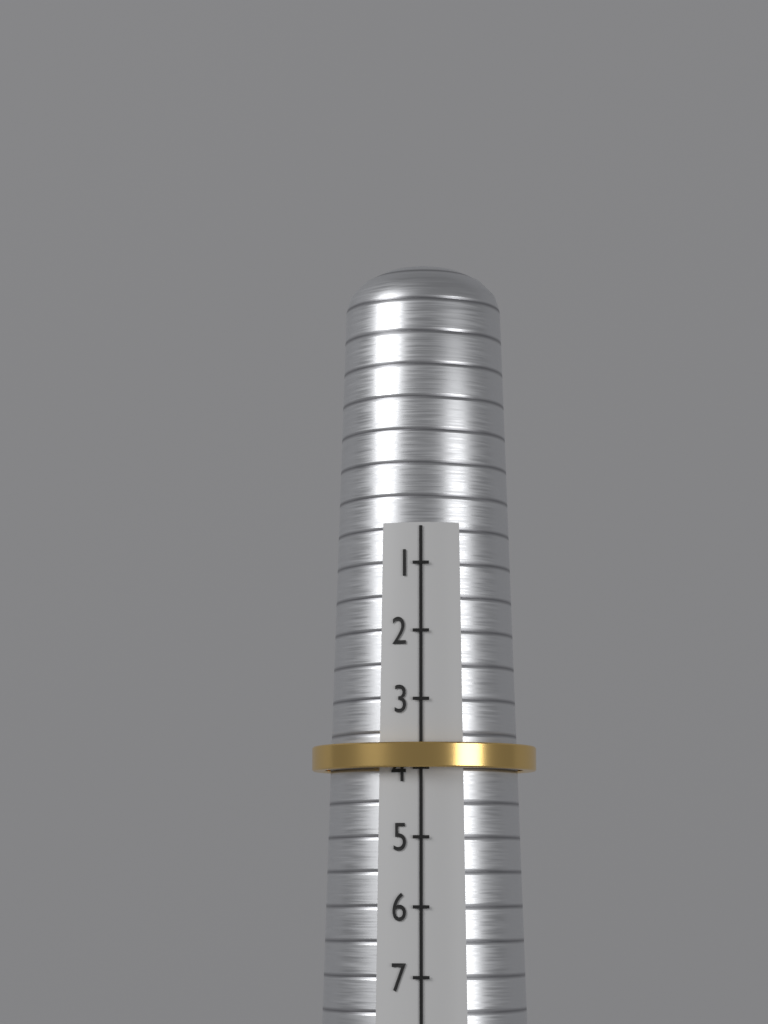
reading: 4 (no unit)
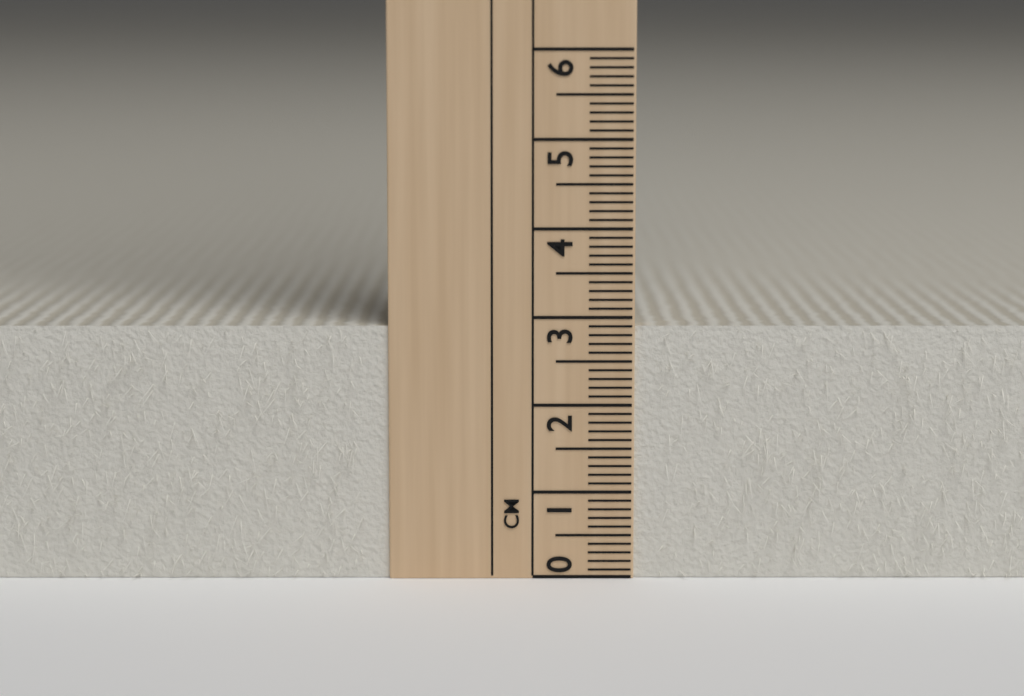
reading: 2.9 cm
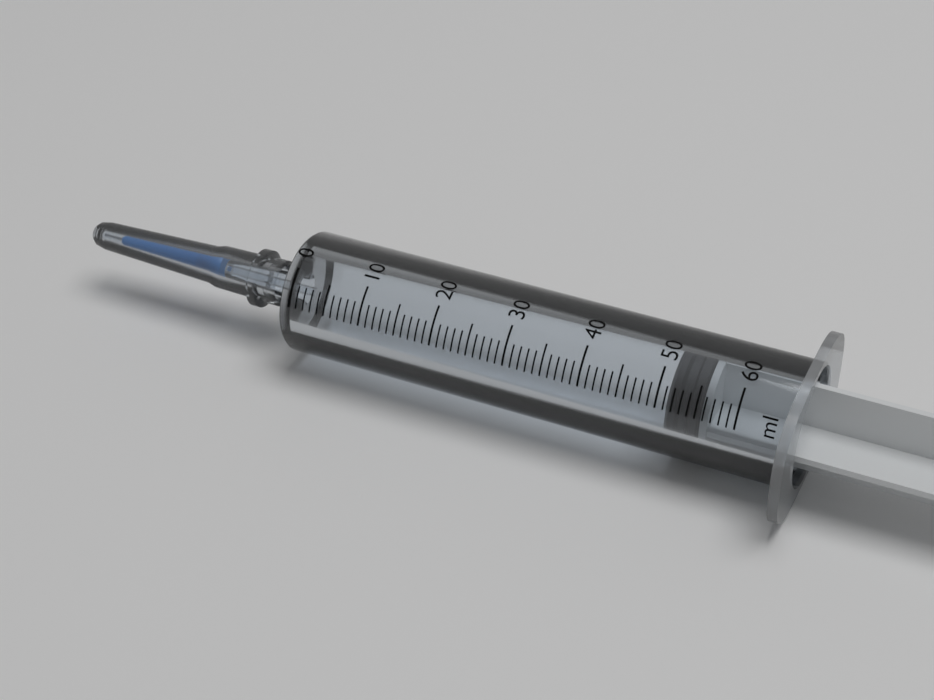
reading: 51 ml
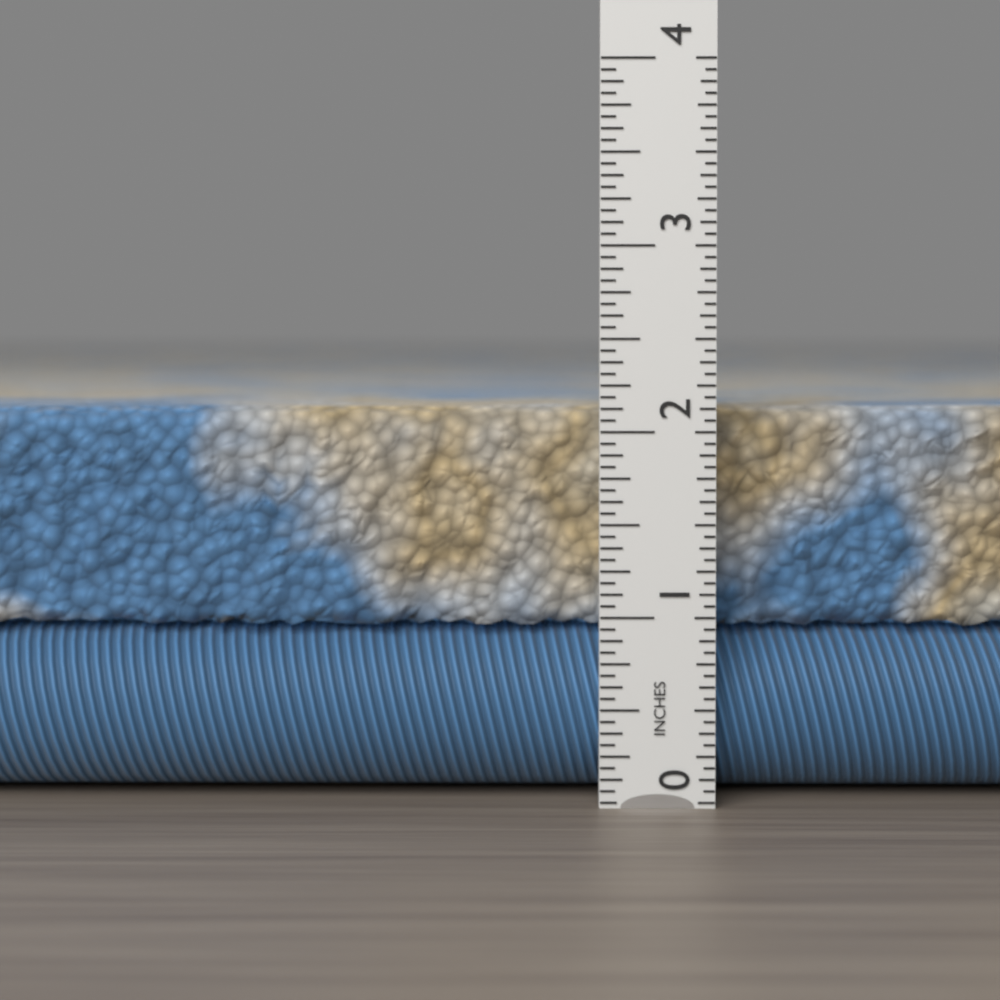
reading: 2.1250 in
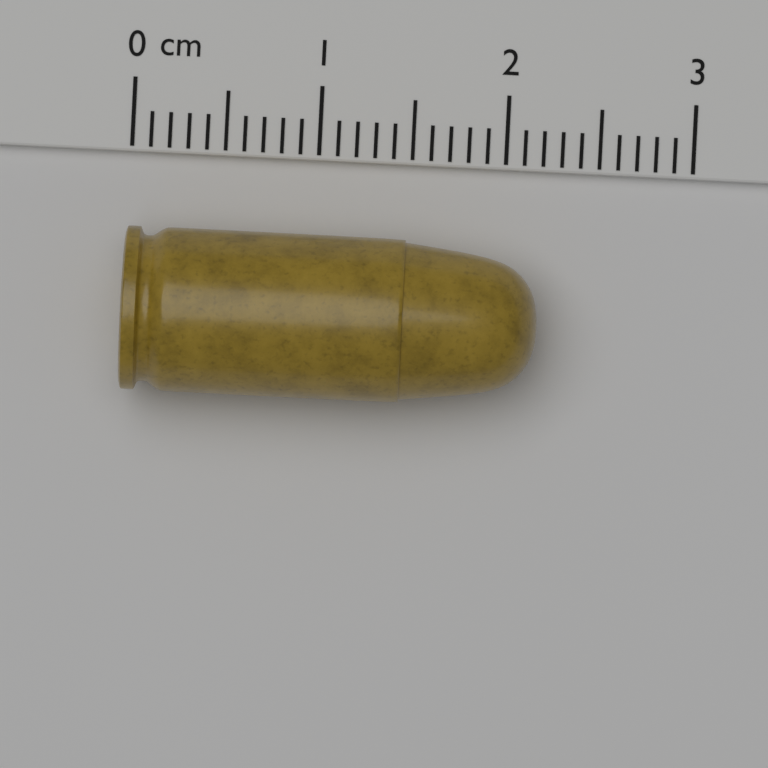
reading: 2.2 cm
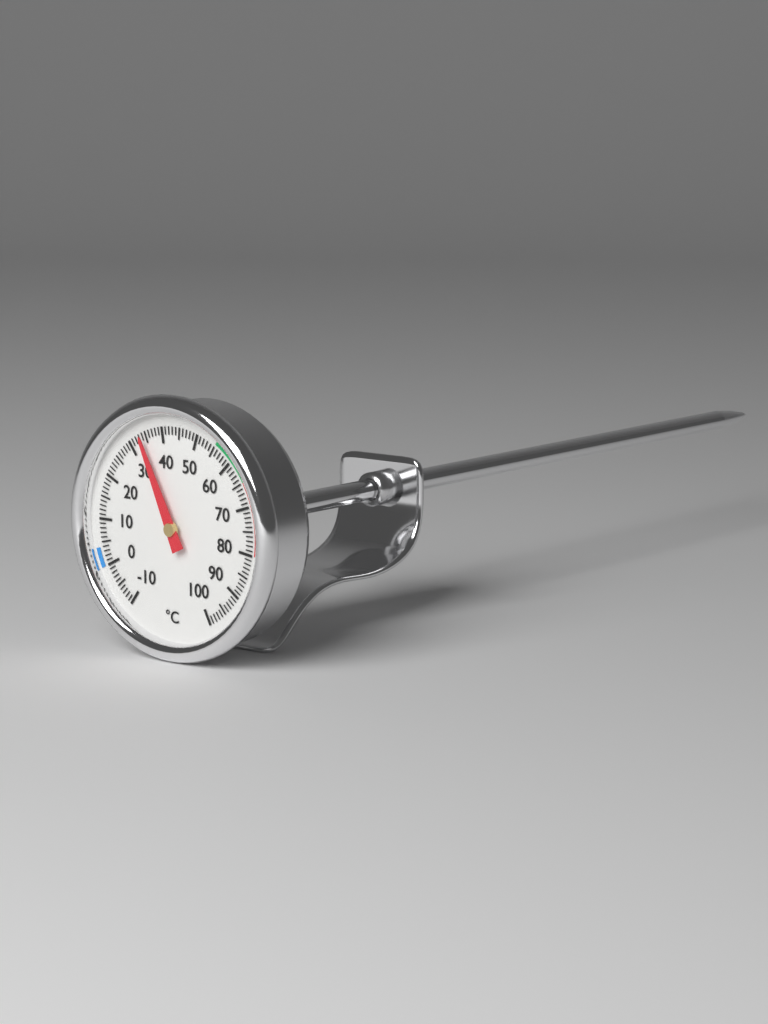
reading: 34 °C
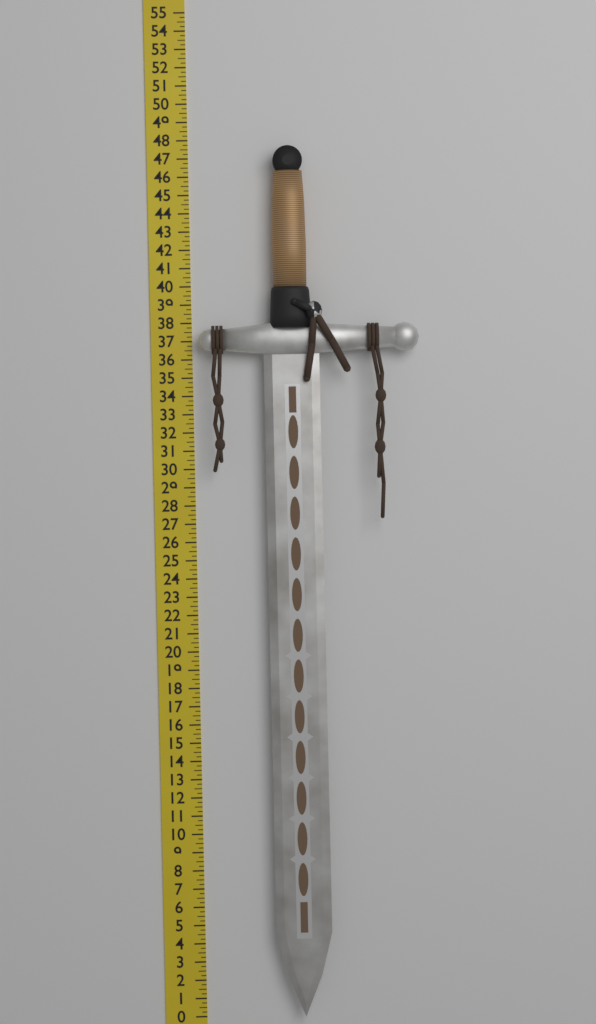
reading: 47.50 in
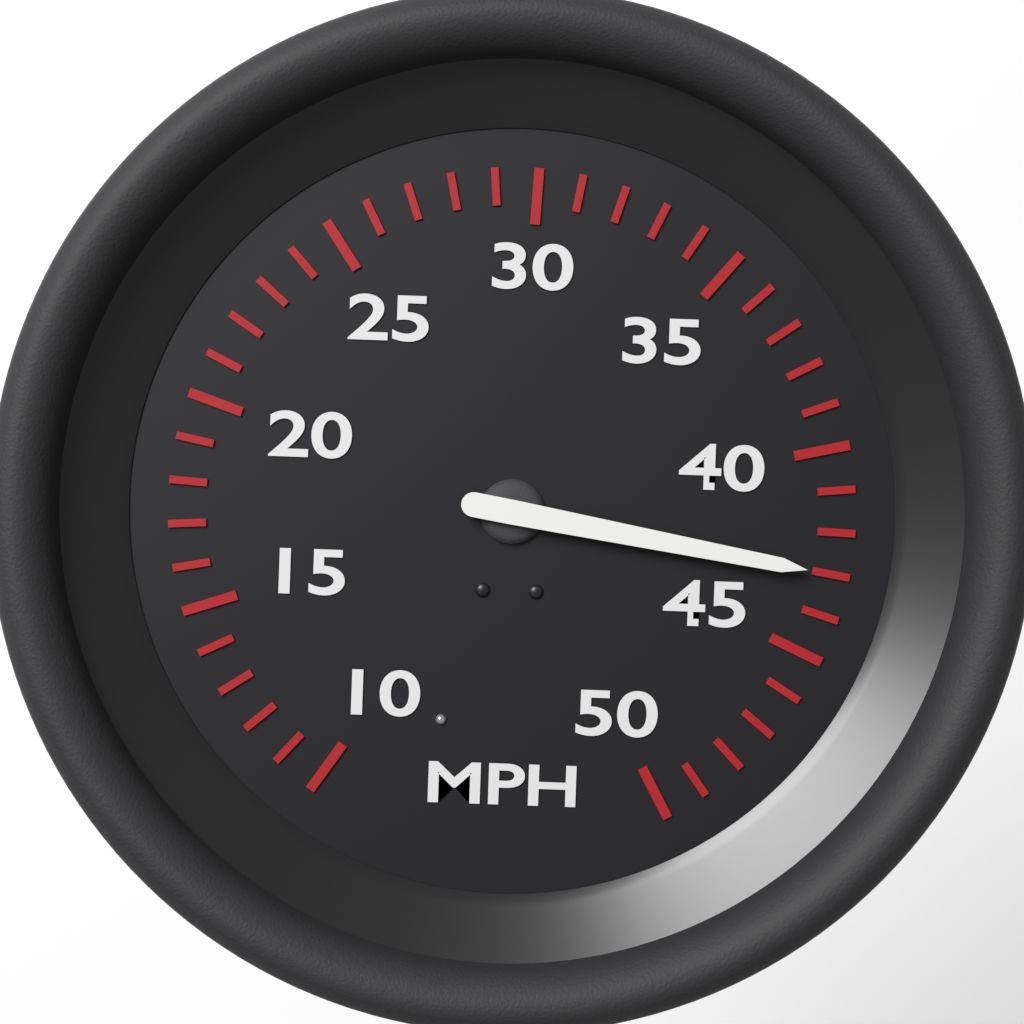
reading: 43 MPH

┄┄┄┄┄┄

#### [WHAT YOU WILL DO]
Leave out the pictures and set down all of the data exactly.

#### [EXPECTED OUTPUT]
reading: 4 (no unit)
reading: 2.9 cm
reading: 51 ml
reading: 2.1250 in
reading: 2.2 cm
reading: 34 °C
reading: 47.50 in
reading: 43 MPH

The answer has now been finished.